A few days ago, the big tech news was that Jack Dorsey was stepping down from his role as Twitter CEO to focus on Square, the payment processor he founded in 2009.
Two days later, it was announced that Square will now rebrand under the umbrella of Block. Like Meta and Alphabet, Block is a parent company — Square will remain Square, just as Facebook is still Facebook. The only actual product name change is that of Square Crypto will now be known as Spiral.
The move has reportedly been in the works for over a year. However, despite the marketing team’s best efforts to spread around the reference, it’s reasonably clear that Block is a reference to blockchain, the technology that powers cryptocurrency.
Dorsey has been a longtime advocate of cryptocurrency, particularly Bitcoin. With PayPal and Mastercard entering the crypto space, it was only a matter of time before Square’s focus was redirected away from legacy money.

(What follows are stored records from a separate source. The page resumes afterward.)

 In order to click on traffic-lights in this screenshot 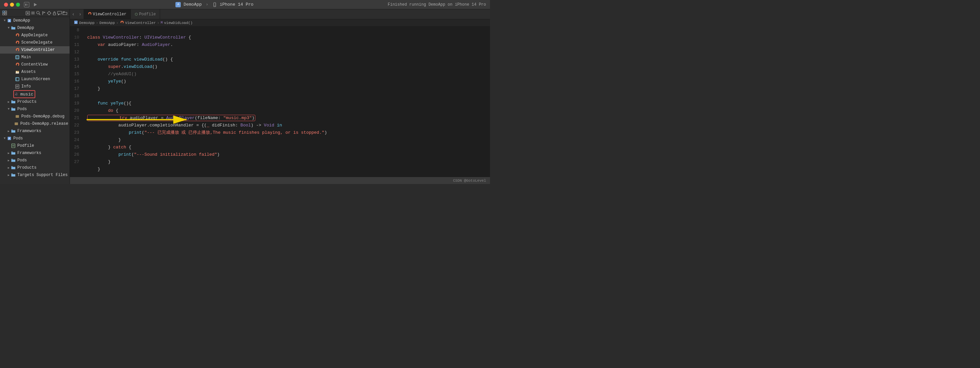, I will do `click(12, 5)`.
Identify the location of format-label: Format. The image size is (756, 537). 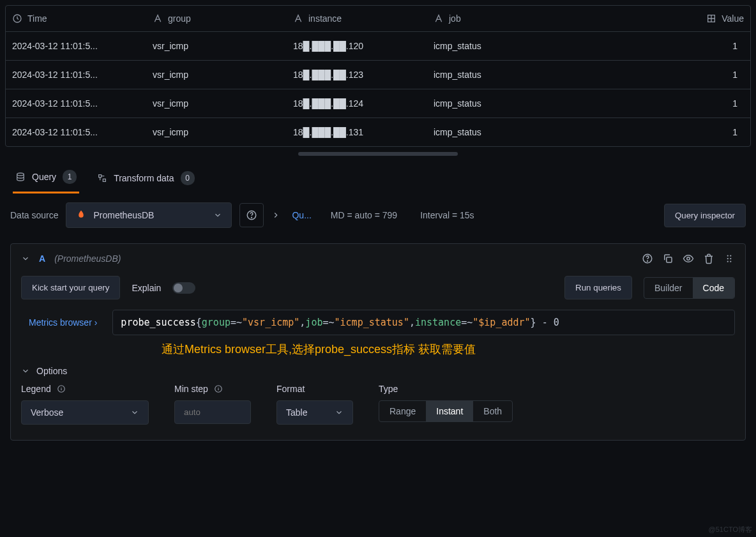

The recent Meta rebrand was much scorned, but the new Block brand has been received with considerably more positivity. So what’s the difference?
Typically corporate rebrands, especially those in fintech, are detestable exercises in cowardice, where all trace of personality is driven out in favor of a nice safe sans-serif and a logomark as some form of tick or wave. Not so the Block branding, which feels like a cross between an Apple store and a hardcore night out in Berlin.
Yes, the logotype is sans-serif — it’s Pilat, to be precise. But the characters are pleasingly wide, and the overall shape of each is a rounded square. So much so that the ‘K’ feels a little out of place due to the rounded characteristics of the other letters. Most obviously of all, it’s uppercase, which in itself is nothing new, except that it breaks from the recent trend for lowercase. It’s incredibly refreshing to look at a brand that doesn’t mimic everything else in the space.
The logotype is crowned with a pleasantly brave mark; a morphing, twisting cube across the surface of which rainbows of gradients dance and play as it flips and spins. Interestingly, the logomark’s animated form is considered the primary version, with static versions only to be used when required.
The logo isn’t perfect — clearly, a design so dependent on color lends itself far better to dark mode than anything else — a good logo should be robust enough to work well in any context. However, I really like the design’s ambition to define itself, and the playfulness with which it does it.